Vaughan Pratt wrote in part:
...
>
> One notion of underlying object that makes sense for me in the context
> so far is the set E(1,X) of elements of an object X in a topos E.  With
> this notion I have a prayer of making sense of your claim in the contex=
t
> of the following four objects of a topos E with NNO N (and whatever els=
e
> if anything is needed to ensure that objects 2-4 exist in E).
>
> 1.  N^2.
>
> 2.  The initial object among all objects X with an element 0: 1 --> X
> and maps s,t: X --> X satisfying st =3D ts.
>
> 3.  As for 2 with ts =3D t in place of st =3D ts.
>
> 4.  As for 3 with st =3D s in place of ts =3D t.
>
...
>
> I could well imagine 1 and 2 turning out to be isomorphic, but I feel I
> would get a lot from seeing the proof of whichever way that goes.
>
> I presume that 3 and 4 are isomorphic on the ground that s and t can be
> mapped to any two endomorphisms whence there must exist an isomorphism
> exchanging s and t.  I imagine I would get less out of a rigorous proof
> of that unless there's a bug in the previous sentence.  If there's no
> bug then this would seem to constitute a subtle difference from algebra=
,
> where the signature labels the operations in a way that prevents such a=
n
> interchange and puts 3 and 4 in distinct albeit equivalent varieties.
>
> Whether or not 1 and 2 are isomorphic, they are in some sense both
> representations of the ordinary product of N with itself.
>
> Where I have greater difficulty is imagining an isomorphism between 2
> and 3 merely on the ground that they have the same underlying object.
> I'm really not following your logic here.  2 implements product
> concurrently whereas 3 and 4 implement it sequentially.  How could they
> be isomorphic in every topos?  (I can see that they'd have to be
> isomorphic in Set, and presumably certain other toposes which however I
> have no idea how to characterize.)  I regard 3 and 4 as equivalent
> definitions of the ordinal w^2 (w =3D \omega) in a topos.
>

I=B4m pretty sure the objects (1)-(4) are isomorphic.
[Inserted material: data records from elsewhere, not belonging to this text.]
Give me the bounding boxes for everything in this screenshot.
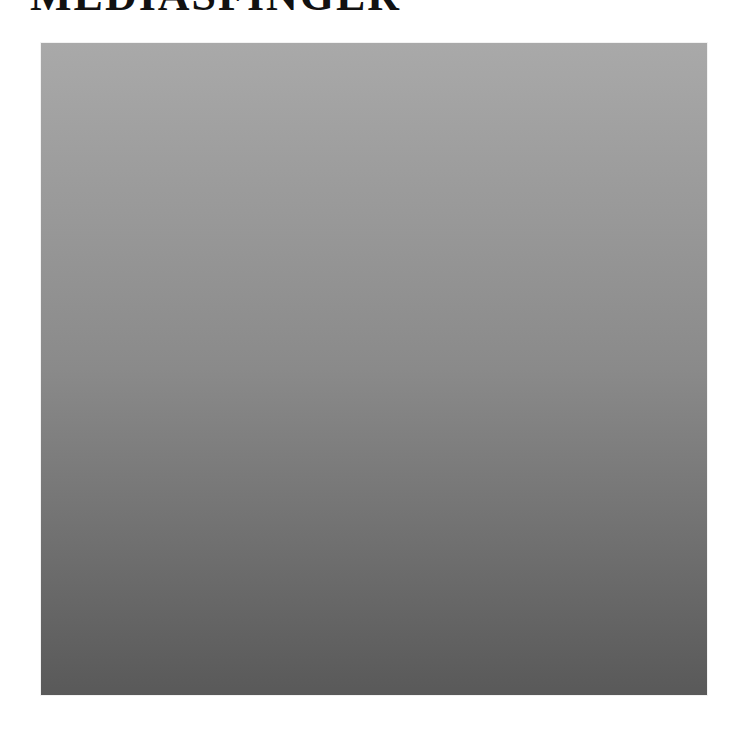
gradient-image-panel bbox=[41, 43, 707, 695]
page-title: MEDIASFINGER bbox=[30, 0, 401, 18]
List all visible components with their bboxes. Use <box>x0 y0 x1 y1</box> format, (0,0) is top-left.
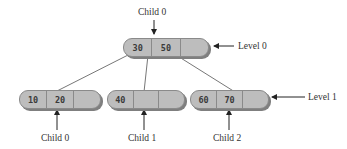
root-node: 30 50 <box>123 38 209 57</box>
key-cell <box>74 91 100 108</box>
key-cell: 60 <box>191 91 217 108</box>
child-1-label: Child 1 <box>128 133 156 143</box>
key-cell <box>159 91 184 108</box>
b-tree-diagram: Child 0 30 50 Level 0 10 20 40 60 70 Lev… <box>0 0 347 149</box>
key-cell <box>243 91 268 108</box>
level-0-label: Level 0 <box>238 41 267 51</box>
child-node-2: 60 70 <box>190 90 269 109</box>
child-2-label: Child 2 <box>213 133 241 143</box>
child-node-0: 10 20 <box>19 90 101 109</box>
level-1-label: Level 1 <box>308 92 337 102</box>
key-cell: 30 <box>124 39 152 56</box>
key-cell <box>181 39 208 56</box>
child-node-1: 40 <box>107 90 185 109</box>
child-0-label: Child 0 <box>41 133 69 143</box>
key-cell: 10 <box>20 91 47 108</box>
key-cell: 50 <box>152 39 180 56</box>
connector-lines <box>0 0 347 149</box>
key-cell <box>134 91 160 108</box>
key-cell: 20 <box>47 91 74 108</box>
root-child-label: Child 0 <box>138 7 166 17</box>
key-cell: 70 <box>217 91 243 108</box>
key-cell: 40 <box>108 91 134 108</box>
Here=B4s a sketch o=
f the
proof:

Let X be the object (3), i.e. the initial object with a morphism 0:1---->=
X
and morphisms s:X---->X, t:X---->X with st=3Ds. Let Y be the object (2),
i.e. the initial object with a morphism 0:1---->Y and morphisms u:Y---->Y=
,
v:Y---->Y.

(1)&(2):
We clearly have maps 0 x 0: 1----> N^2, succ x 1_N and 1_N x succ :
N^2---->N^2, inducing the map Y---->N^2. For an element a of Y, we can
form maps f_{t,a}: N---->Y by 0 ]----> a, succ ]----> t, and f_{s,a} by
0 ]---->a, succ ]----> s. We can now form a map N x N ----> Y by
f(a,b)=3Df_{t,{f_{s,0}(a)}}(b). We can check that these maps form an
isomorphism.

(2)&(3):

Lemma: X is a monoid

We construct the addition X x X---->X by its exponential transpose
X---->X^X. This is the map induced by 1_X:1---->X^X, s^X:X^X---->X^X, and
t^X:X^X---->X^X.

We think of this monoid structure as ordinary ordinal addition.
We now construct morphisms s=B4 and t=B4 X---->X, given by s=B4(x)=3Dx + =
1 and
t=B4(x)=3D\omega + x. It is clear that s=B4 and t=B4 commute. This induce=
s a
morphism Y---->X.

On Y, we can create the projection map p:Y---->N as Y is isomorphic to N =
x
N. We also have the inclusion i : N ----> N x N given by a ]----> (a,0).
Now ipu and v satisfy ipuv=3Dipu (ipu is the map \_ + \omega. This induce=
s a
map X ----> Y, which will be the inverse of the map Y ----> X.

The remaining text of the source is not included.